I'd no answer to that.
Aw well... fuck them all, we can hack it. Soon we’d be home, over the Boyne Bridge, onto West Belfast turf.
- Fuck, this is some street, said Shane. Look at all these great shops. Way better than up our way.
- Shane, there are no shops up our way, said Wood. They burnt them all.
- Yeah true, but if they hadn’t burnt them, they still wouldn’t be as good as these? I mean look... look at that fabric shop. You could get curtains and bed sheets from there, local like, instead of having to go into town.
- Ah would you listen to the little wives, Abbie giggled.
- Naw, but you know what I mean, Shane continued. They got their priorities right. They didn’t shaft their own people by burning their own shops in protest at the Brits. Right?
- That's cause they love the Brits, countered Wood.
- Yeah, but you're missing the point, replied Shane. They work hard, they come home, they go to bed. They take pride in their shops. Straight people, these Prods. They’ll all be fast asleep in their beds as sensible people should, right?
- Right, said Wood.
- I mean you’d have to be pretty sick in the head to be out vigilantying at six on New Year's mornin’ wouldn’t you? You’d have to be seriously paranoi... Oh Jesus!
We froze. A noise somewhere off to the side. Shadows, darkness, streetlights in between. And there in the shadows, coming up the side of the wall, part of the wall for fuck’s sake, were three separate shadows, moving like ghosts towards us. Big cats creeping, creeping, crouched, hugging the darkness of that wall, straightening up at the last second before they burst out, tall and grey and vicious into sickly streetlight.
DUMFFF! A scaffolding pole hit me lenghtways on the back of the neck.
- Where the fuck d'youse think are youse are goin’? came the unmistakable Loyalist gutteral.
I turned and found myself staring at - scaffolding pole!!!? - the biggest handgun I’d ever seen. Dirty Harry's Magnum was a pea shooter beside it. Something like that would have no difficulty levelling a block of flats. I dared a glance at its owner. The eyes were black, expressionless, the teeth jagged, serrated almost. I was staring at a shark. A second before, the cold hard steel of its gun had nuzzled against my spinal cord, but now as the gun's black eye stared me in the face, a prosaic, philosophical realisation began to form itself in the manic, confused swirlings of what passed for a survival instinct.

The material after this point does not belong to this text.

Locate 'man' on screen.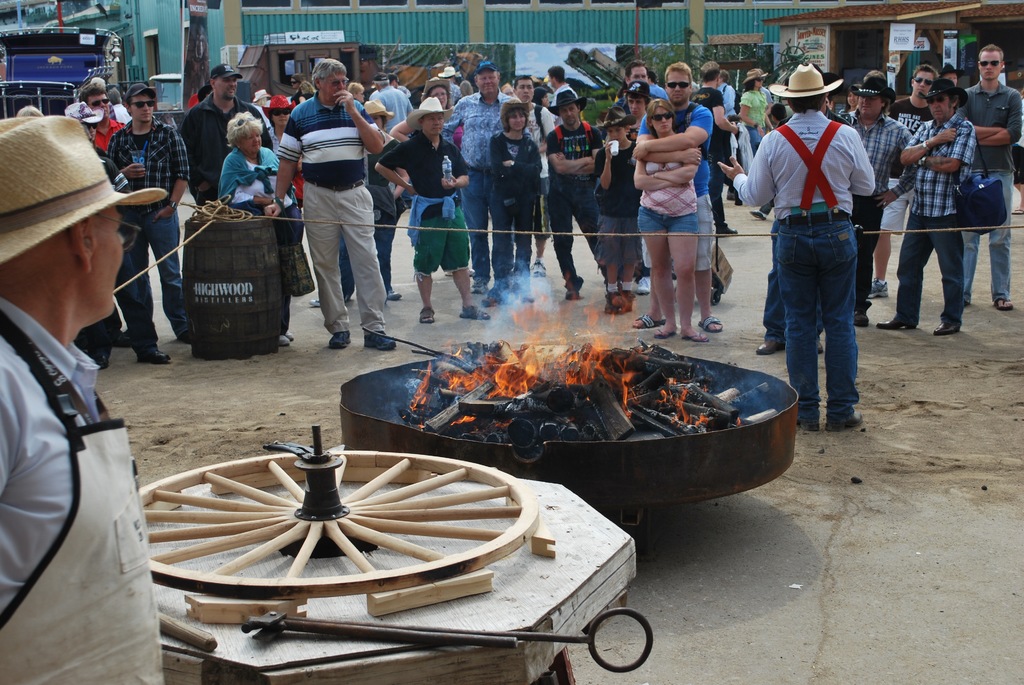
On screen at (left=106, top=83, right=191, bottom=366).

Guns and sharks are alike. Sharks attack without malice, without emotion. Guns shoot without malice. They too are emotionless. But the shark holding that enormous gun... here was an entity bearing irrational malice towards the Catholic teenager standing in front of him, struggling to hold a speaker cabinet in his arms. Here was someone whose emotions were fired by an uncontrollable, insane hatred of Catholics. Any Catholic. And with the crystallization of that prosaic fact in my mind, what passed for a survival instinct... blew itself to pieces.